The ramp up of clean hydrogen production to decarbonise the world’s heavy industry and aviation, shipping and long-haul trucking sectors, which together account for some 35% of global CO2 emissions, stands among the “greatest challenges” of the energy transition, believes Remi Eriksen, CEO of DNV.

According to the consultancy, which this week released its latest Energy Transition Outlook (ETO), global hydrogen production for use in the energy sector is “currently negligible” and will only start to scale from the late 2030s, meeting 5% of global energy demand by mid-century – a far cry from levels needed to help meet emissions reductions goals set by the Paris Agreement.

“Maybe we can get to 70% of global energy demand from electricity [from renewables], but the remaining [percentage] is to come from something else – 10% we believe will come from bio-energy, which leaves 20% to come from hydrogen and H2 products, such as ammonia and e-fuels,” Eriksen said, speaking to Recharge ahead of the launch of the ETO.

“This is where we are furthest behind – that remaining 20-30% - and that is why we need strong incentives in many forms, to develop the hydrogen economy.”

Hydrogen, DNV stresses in the ETO, is seen as “the main decarbonisation alternative” for the so-called ‘hard to abate’ sectors, with biofuels in a supporting role, mainly in aviation. But direct hydrogen use is often “not suitable”, and ships and aircraft require hydrogen derivatives and e-fuels such as ammonia and synthetic jet fuel.

Hydrogen: hype, hope and the hard truths around its role in the energy transition
Will hydrogen be the skeleton key to unlock a carbon-neutral world?

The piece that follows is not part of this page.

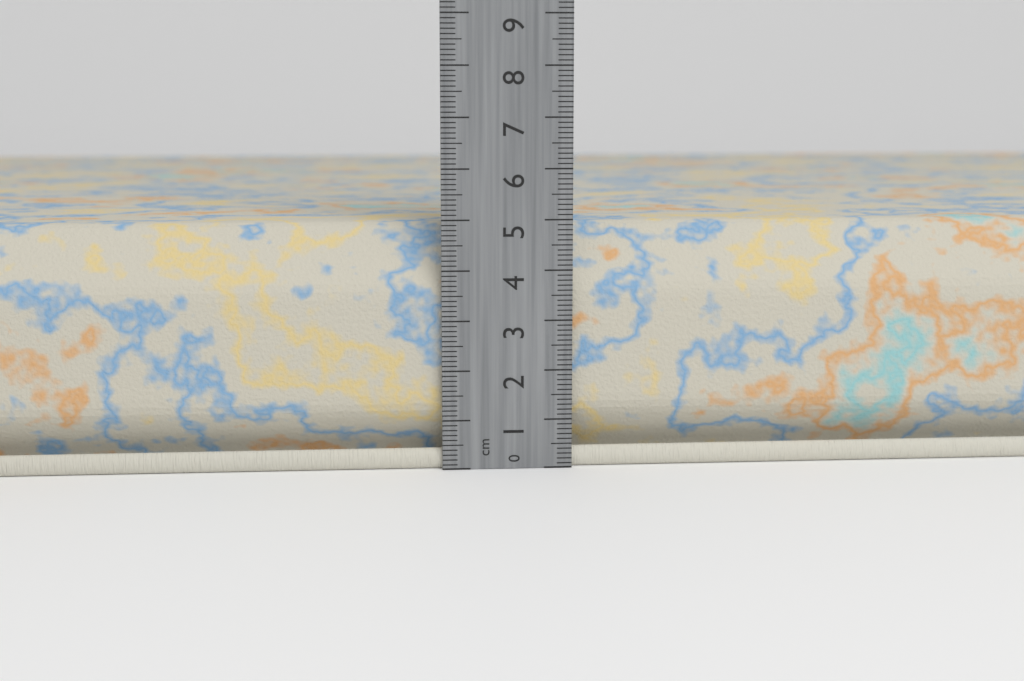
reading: 4.9 cm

Subscribe to Accelerate Hydrogen, powered by Recharge and Upstream, and get the market insight you need for this rapidly evolving global market.

While debate over the need to develop blue – gas-fired, with carbon capture – ahead of green – renewables-generated – hydrogen, Eriksen argues it is a case of “all hands on deck” if the sector is going to contribute meaningful to slowing climate-change accelerating emissions.

“We need [hydrogen to meet] 20% [of energy demand] and so we need both blue and green because can’t get a sufficient volume from either of these alone. And you need the CCS anyways, for other reasons than blue hydrogen. So I think it’s ‘all hands on deck’.”

Government incentives, “similar to those given to renewables [over the last 20 years]”, said the ETO authors, are “needed to stimulate technology development and accelerate uptake of hydrogen and e-fuels”.

From 2050, according to the ETO report calculations, “most” hydrogen will be generated from dedicated renewables-based electrolysers, with 18% of hydrogen grid-based and 43% coming from production capacity powered by PV (16%), onshore wind (16%) and fixed offshore wind (9%), while blue hydrogen will account for 18% of supply by this date.

“We believe green hydrogen from electrolysis will be the main long-term solution for decarbonising hard-to-abate sectors, including hydrogen as a basis for other e-fuels. The future production of hydrogen for energy purposes will be dominated by electrolysis using dedicated off-grid renewables, such as solar and wind farms,” said Eriksen.